Another Trip of a Lifetime, Part 1
We didn’t intend it to be so. After all, we were only going to spend a week in a remote corner of Scotland, in and around a village where friends of ours would be staffing a bookstore a few hours a day in exchange for occupying the pretty apartment above it. Then, we would drive a couple of hours south to England’s Lake District to admire its beauty and view the memorabilia belonging to William Wordsworth, Samuel Taylor Coleridge, Robert Southey, and others who are creditied with beginning the Romantic School of English poetry in the early years of the 19th century. Finally, we would spend a few days in the City of Manchester, discovering its diversity and exploring its roots in the Industrial Revolution and the beginnings of capitalism.

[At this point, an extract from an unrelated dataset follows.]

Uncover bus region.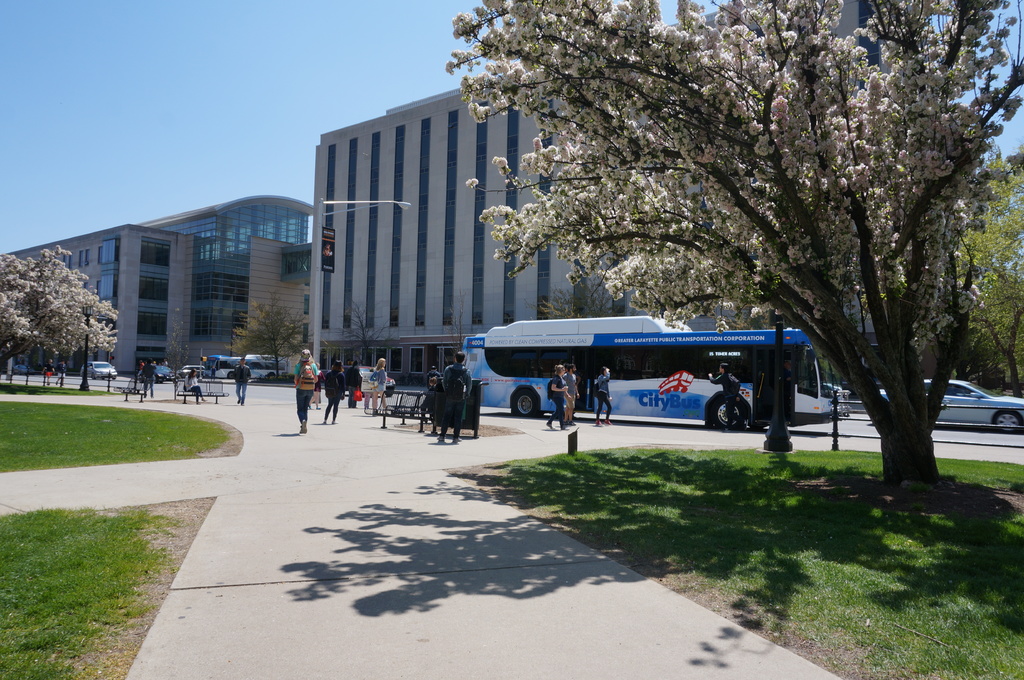
Uncovered: [left=200, top=354, right=230, bottom=380].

Another Trip of a Lifetime, Part 2
The Lake District Continued
Pre-planning our itinerary from home in Istanbul, we chose to stay close to three different towns. Grasmere was obvious because of the Wordsworth connection, but we don’t exactly remember why we chose to be near Keswick (the ‘w’ is silent) in the north and Kendal in the south except that those choices would have us explore different parts of the district.
A Spain We Didn’t Know
Where? When it was decided that our literary society would meet in Teruel, Spain this year, Kay and I were nonplussed. The city and its eponymous province were not on our mental map. Turns out that Teruel province along with those of Zaragoza and Huesca together make up the autonomous community of Aragon, which shares borders in the country’s northeast with Catalonia and France. It is noted for its harsh climate, hot in summer and very cold during the winter months. Teruel city, with its population of 35, 675 in 2014, is the smallest of Spain’s fifty provincial capitals.
Three Days in Valencia
Sunday, July 3, 2016
Istanbul – Valencia, Spain
It’s been a long travel day. We got up early to close the apartment and drag our cases along the esplanade to the seabus terminal. It being early on a Sunday morning, the only time of the week when traffic in the city is light, we got to the airport more quickly than usual.

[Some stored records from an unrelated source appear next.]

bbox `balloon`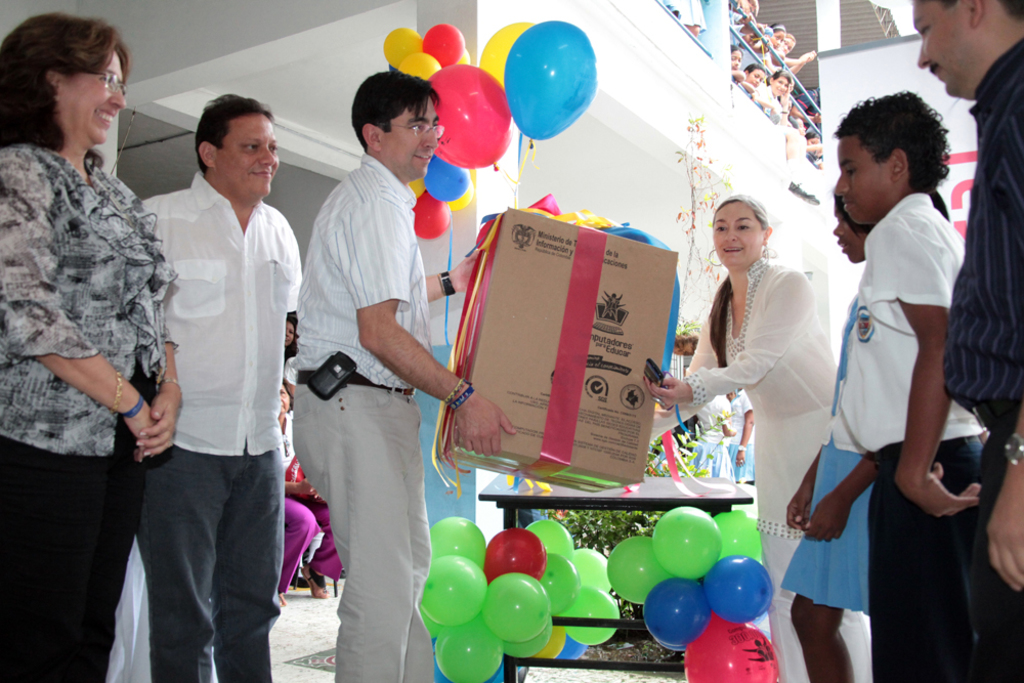
crop(479, 573, 549, 645)
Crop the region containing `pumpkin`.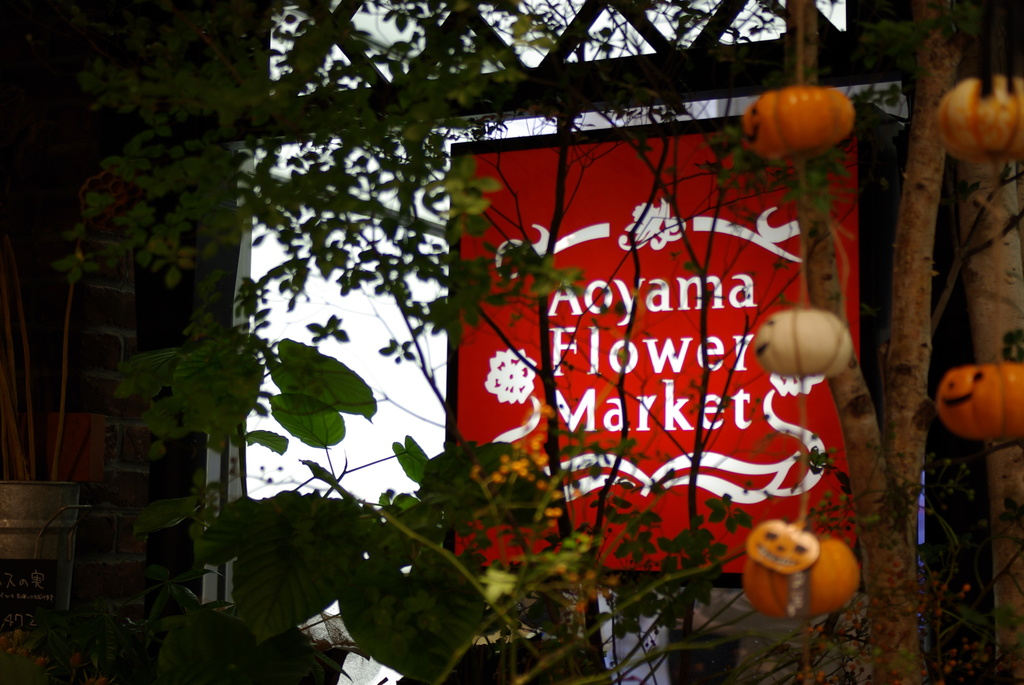
Crop region: 748,529,874,620.
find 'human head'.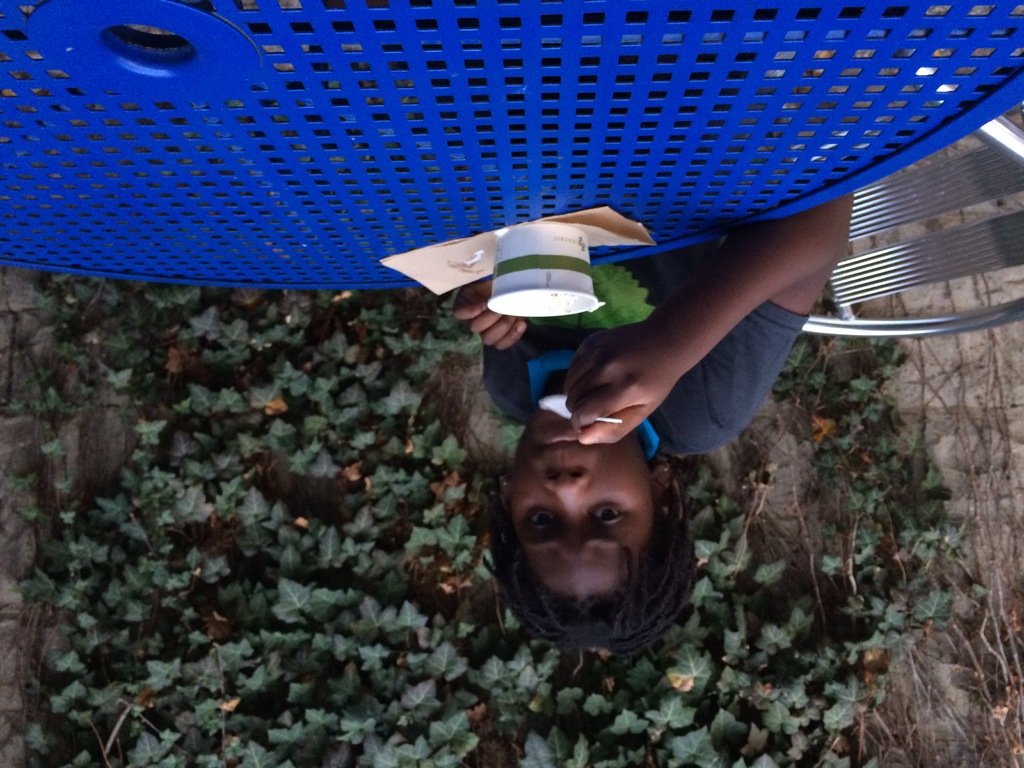
l=501, t=427, r=673, b=614.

We had arrived early because of warnings that the airport, one of the world’s busiest, would be more crowded than usual due to the bayram holiday just beginning. We passed security, passport control, and 2nd security smoothly before spending a long time in the Primeclass Lounge, having some breakfast and reading.

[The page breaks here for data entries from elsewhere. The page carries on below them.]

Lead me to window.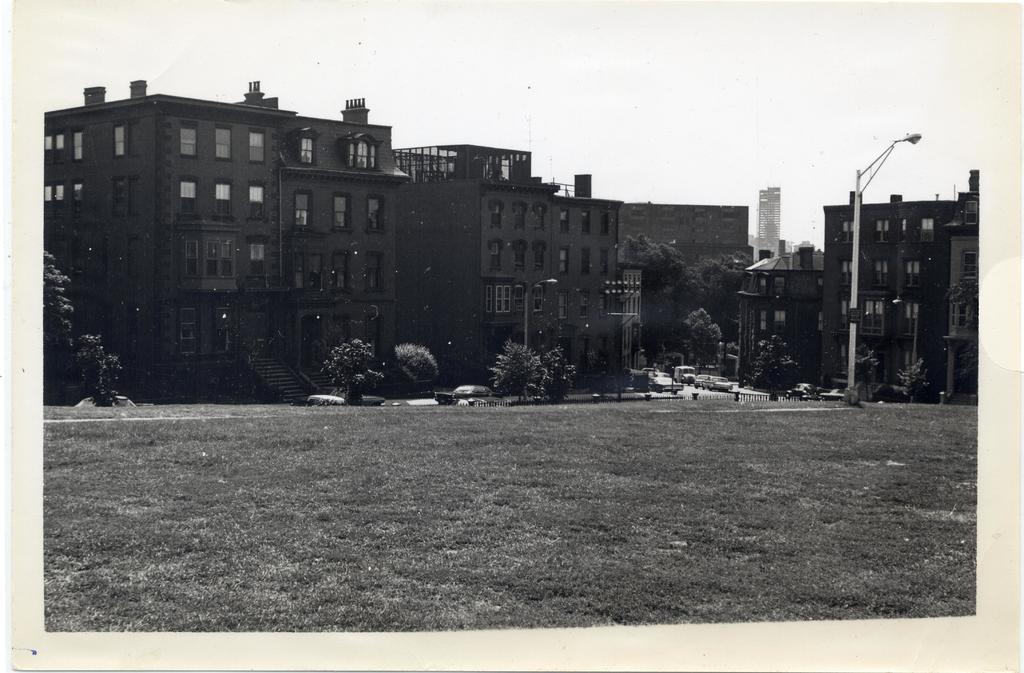
Lead to <region>55, 182, 64, 219</region>.
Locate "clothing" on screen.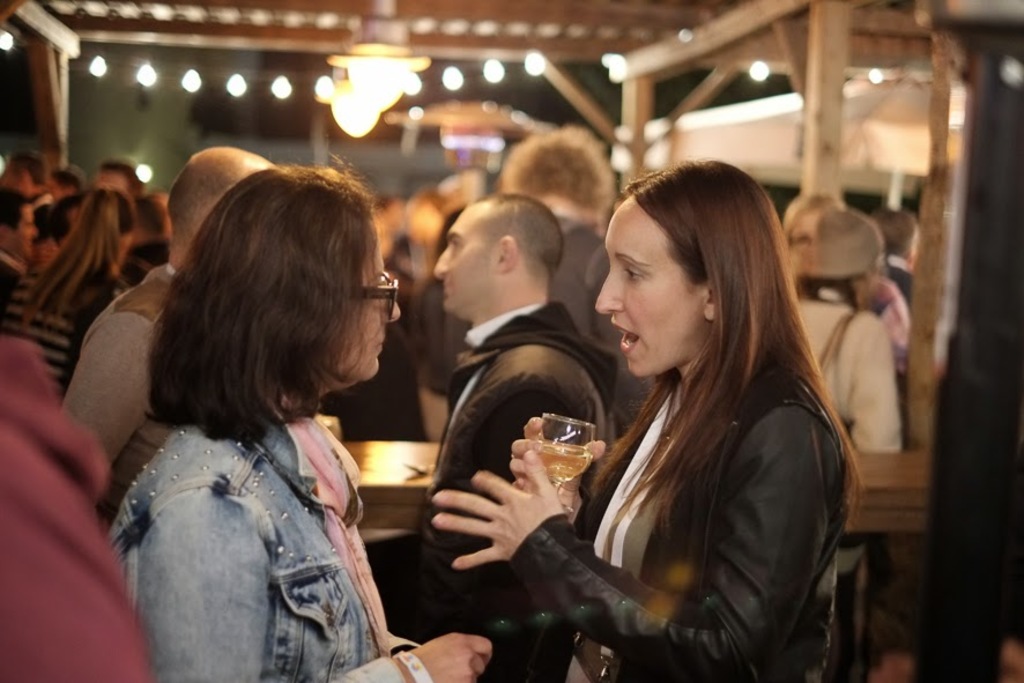
On screen at pyautogui.locateOnScreen(0, 339, 153, 682).
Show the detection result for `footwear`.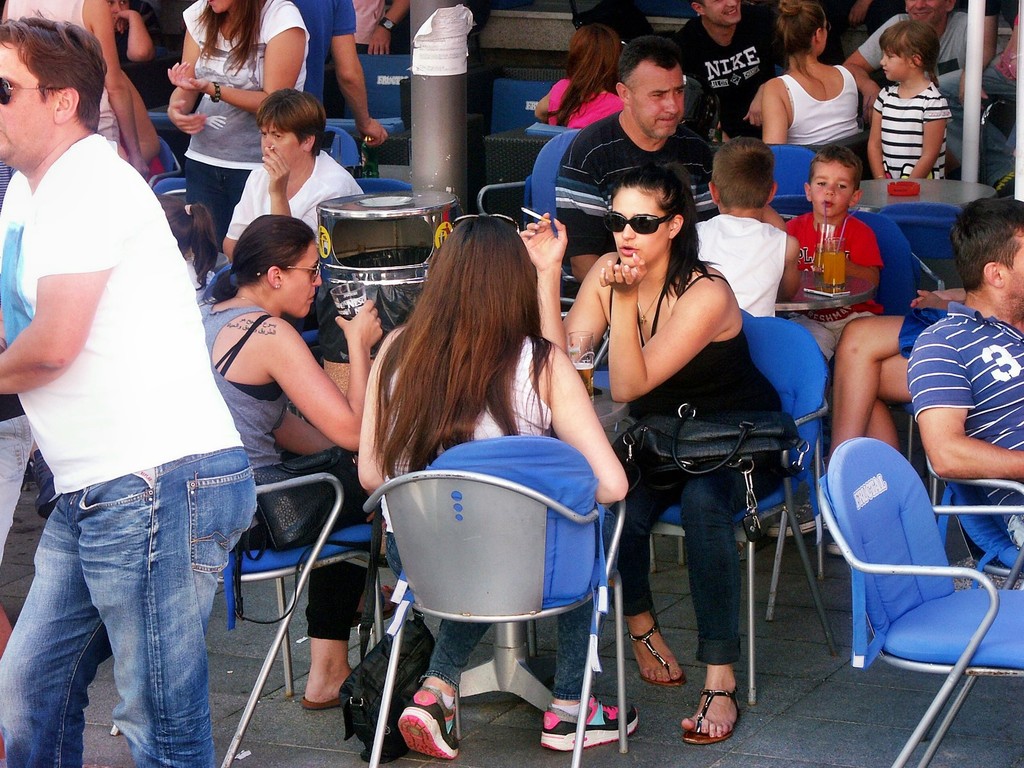
crop(627, 605, 686, 685).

Walking The Floating Piers
June 2016
You can still do it. Until July 3rd, you can walk on water if you can get to Lake Iseo in the Italian lake district and then get through the packed crowds and onto the Piers at Sulzano.
Mt Athos, Greece
Been There. Done That.
April 2016
The long, narrow peninsula known as Mt Athos extends south-east like a gnarled finger from the northern mainland of Greece and its region of Halkidiki. Unlike its two neighbors to the west, Mt Athos does not feature beaches or resort hotels. In fact, there is hardly any commercial development of any kind. It stands apart, as it has for centuries, sheltering hundreds of Eastern Orthodox monks among its twenty monasteries and other hermitages. Its terrain is rugged and dense with small trees and vegetation. It even has a true mountain with a soaring peak that looms grey over the green growth below.
St Petersburg
Footsore in Russia
March 2016
After two weeks of tramping around St Petersburg in the Russian winter we now have an inkling of what Napoleon’s Grande Armée must have felt like on its retreat from Moscow. I exaggerate, of course. It has been cold, but no snow, and, surprise, surprise, mostly sunny and blue-sky days. Nevertheless, my Eddie Bauer parka that I’ve hardly worn in the past fifteen years has served me well every day.